Home > Books > The Shadow of the Gods (The Bloodsworn Saga, #1)(108)

The Shadow of the Gods (The Bloodsworn Saga, #1)(108)

Author:John Gwynne

Barrows, of the thralls who died in the service of this farm, most likely. The sight of it stirred memories in Varg’s thought-cage, dark memories that felt more like long-clawed nightmares, now he was free of them.

How did I live so long with a collar around my neck?

A wyrm of anger uncoiled in his gut, slithering through his veins.

“Hurry up, or you’ll be left behind to guard the ship,” Svik said as he rummaged in his own sea-chest.

Varg blinked and shook his head, trying to banish the memories of Kolskegg’s farm, but they clung to him, like flies to a rotting corpse.

“What should I bring?” Varg asked Svik.

“Your war gear,” Svik said. “We are marching to a fight, so wear all that you can. Leave behind what you can’t fit on your body. You will soon get tired of carrying a sack over your shoulder.”

Varg shrugged on a grey woollen tunic over the linen one he’d been rowing in, then lifted out his weapons belt, with seax, throwing axe and cleaver hanging from belt loops and scabbard, and buckled it around his waist. He looked at the war gear he had taken from the druzhina warrior back in Liga, the horsehair helm and coat of lamellar plate. Somehow it felt wrong to wear it.

I did not win it through any great act of skill, just a desperate, lucky thrust in the man’s back with my seax, he thought. Instead he lifted out the simple iron helm he’d bought from a trader in Liga, along with a leather pouch, and last of all his sealskin cloak. Then he closed the chest and bolted it. He buckled the pouch and helm to his belt and slung the cloak around his shoulders, fixing it with an iron brooch. His shield was set in the top-rail rack and he prised it free, slung it over his shoulder and then returned his oar to a rack close to the central mast-lock, exchanging it for his spear. He followed Svik over the top-rail and on to the pier, his legs unsteady as they tried to adjust to being on solid ground. He was glad to have the earth under his feet again. Svik was gleaming in his bright brynja, a sword and seax hanging from his weapons belt along with a buckled helm. He looked at Varg in his linen tunic and cloak, and shook his head.

“You may regret not wearing that fine coat of plate you have stowed away,” he said. “Most likely half a moment after you get punched in the chest by an angry troll.”

“It’s too heavy,” Varg said, at the same time noticing almost all of the Bloodsworn had shrugged their way into coats of mail, only a handful in wool or leather. He looked at his feet, feeling foolish.

“No-Sense,” Svik said, then shrugged. “You’ll learn the hard way, if you live long enough.”

A horn rang out, deep and braying, Einar standing on the riverbank with a horn at his lips, Glornir and Vol there, along with Skalk and his two warriors.

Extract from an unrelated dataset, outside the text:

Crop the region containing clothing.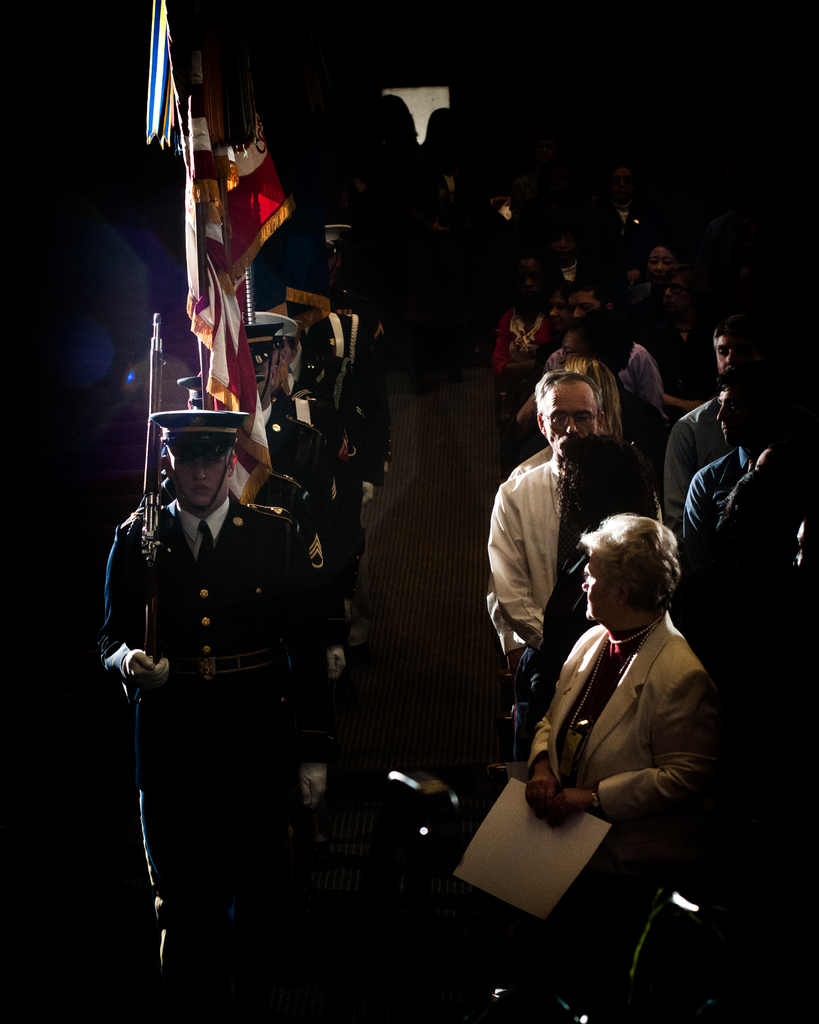
Crop region: (left=288, top=340, right=378, bottom=495).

“Bloodsworn, with me,” Glornir cried out, then turned and walked away, his shield over his back and a long-axe in his fist, using it like a walking staff. Mail clinked and leather boots slapped on timber as fifty warriors strode along the wooden pier, leaving ten of their band behind to guard the ship.

They marched across a hard-packed path and through the barrow-field, Varg setting his eyes ahead, determined not to look at the mounds of stone and earth, fearing the memories they would unleash. Einar called out to the farm as they approached, but there was no answer, no sign of movement. Varg had known the farm was deserted as soon as he’d seen it: no plumes of smoke to mark any hearth fire or forge, no movement in the fields where there should be workers and animals, and the gates were creaking in the breeze, half-open.

“Set a shield-line,” Glornir ordered Svik, then marched through the gates, Edel and her two hounds behind him, followed by Einar, R?kia, Vol, Sulich and a handful of others. Skalk followed, with Olvir and Yrsa in his wake. Olvir had shrugged his shield from his back, his sword drawn, and Yrsa held a spear over her shield rim. Varg stared after them and looked at the longhouse beyond them, its roof green with turf, its doors closed.

Svik called out an order and the remaining Bloodsworn moved into an open line around the farm wall, looking out towards the rye and barley-filled fields, weeds thick among them.

These crops have not been tended for a good long while.

To the east of the farmstead a fenced paddock stood with grass grown long, the gate open. Two shaggy-haired ponies stood staring at the Bloodsworn.

They have decided the grass here is tasty enough, Varg thought, seeing that the gate was open and no ropes tethered them to the paddock rails.

J?kul the smith walked towards them, signalling for a few others to follow him.